Testing Documentation

As part of the product, testing documentation seems like an obvious thing to do, but what does it really mean? I’ve fielded the question in a few different places now and it’s always interesting to delve deeper and understand the rationale behind the request.

“We should test the documentation”, seems like a harmless enough statement and I’ve heard it uttered in more than one place yet I’ve never worked in a company that actually tested the documentation.

Some clarification is usually required, of course, as there are many ways that you could test the documentation, for example:

  • For online help, test that any hooks from the application to the documentation work properly
  • Check that cross-references are corrected and, if hyperlinked, work properly
  • Test the content matches exactly what is on-screen
  • Test the flow of information is correct and makes sense from a users point of view

Now, we do test that our online help works correctly, that the correct page is launched from the application and that a sampling of internal links work correctly.

However, the last two items in the list can be a bit of a thornier issue. Testing the content is a much bigger job than most realise, presuming it is being done correctly and it also raises the fun issue of is this a bug in the documentation, or in the application.

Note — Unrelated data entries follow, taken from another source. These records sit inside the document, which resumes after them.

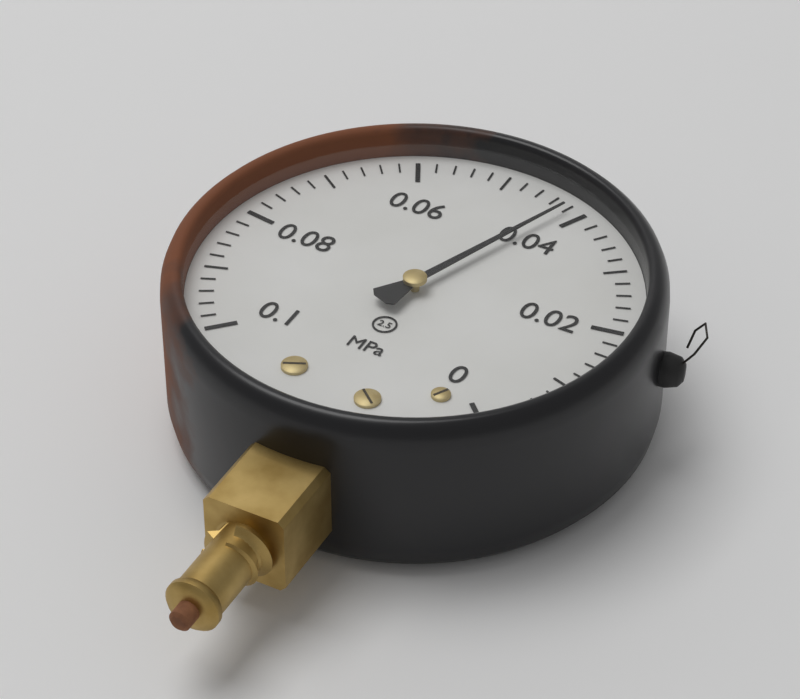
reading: 0.042 MPa
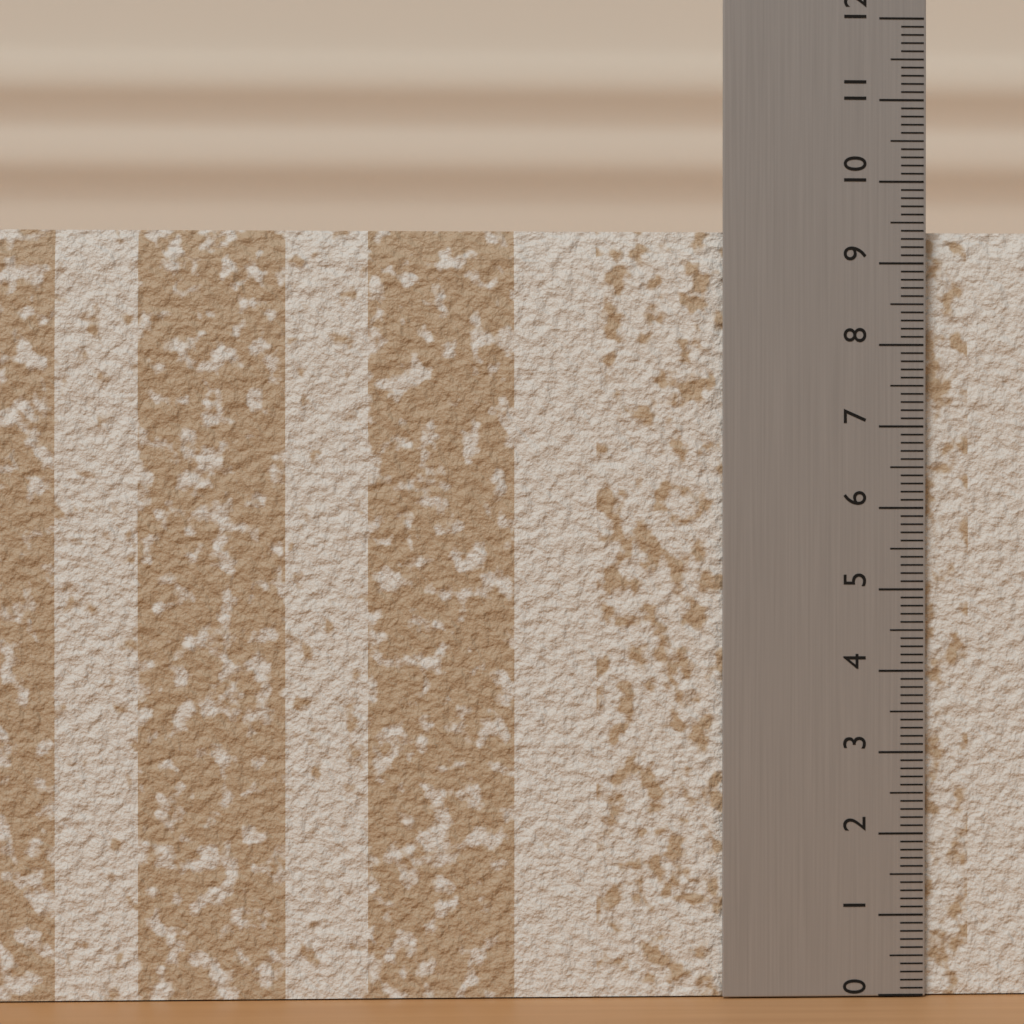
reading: 9.4 (no unit)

Every time I’ve had this question asked I’ve said yes we should test the documentation, but what I really mean is that we should use the documentation to test the application. One method I’ve thought about is to have one person would read out the instructions, with another piloting the application. Just an idea but it would flag up some issues in both areas, I think.

Of course such resource heavy requirements rarely see the light of day and the simple fact is that we don’t test the content of our documentation. Yes we get it reviewed but they are separate (if closely related) things.

So, in an effort to close the gap between reviewing the documentation and testing the documentation, it is probably worthwhile running a short workshop for your development team, a 10 minute session that shows how best to review documentation. I’m planning such a workshop at the moment, so more on that, soon.

Comments

  1. Thanks, Gordon, for raising one of the trickiest issues in creating and maintaining high-quality documentation!

    If your online help is a “regular” web site, you can actually automate the second point with a broken link crawler…

    I’ve found that you *can* actually use the documentation to test an application, but it works best if (a) there’s an agreement that this will be done and (b) the documentation is ideally written using the development spec rather than the application. Else you frequently get into the kind of arguments you mentioned.

    And I’ve found that training colleagues (where present) are more suited to testing documentation than developers, if only because they feel the pain more when the documentation is faulty or plain bad…

    Just my 2 cents, Kai.

  2. Kai, thanks for the comment, a couple of responses.

    In our agile development process there is no development spec so we have nothing to go by but conversations and builds of the application.

    As for using training, we have a good system here during the final testing phase of swapping development teams (team A will test team B’s work and vice versa), so the docs could be used at that point, it’s something we are hoping to try out this time around.

  3. Duh – I forgot you were doing agile… 🙂 My comments apply to slower, more “conventional” software development efforts…

  4. We do a version of this more or less routinely for our docs that are aimed at customer sysadmins, particularly install docs. True, it’s a resource-intensive step, and it accordingly gets fudged sometimes in emergencies, but at least for install docs we pretty much insist on it. We can’t afford to do it for GUI help content, unfortunately.
    There are two parts to the agreement we hammered out with our QA folk, which has worked reasonably well for a year or so:
    1. Writers must successfully install and operate the software, using their own instrux, before sending text to QA.
    2. QA must follow the steps in the docs to carry out their test cases. (QA-specific steps aren’t allowed.)

  5. Hi there,

    I know its a loong time since you wrote the blog item, but having read it, it makes sense. However, it has just wetted my appetite and i was wondering if you wrote more on it? I would really like to read it please.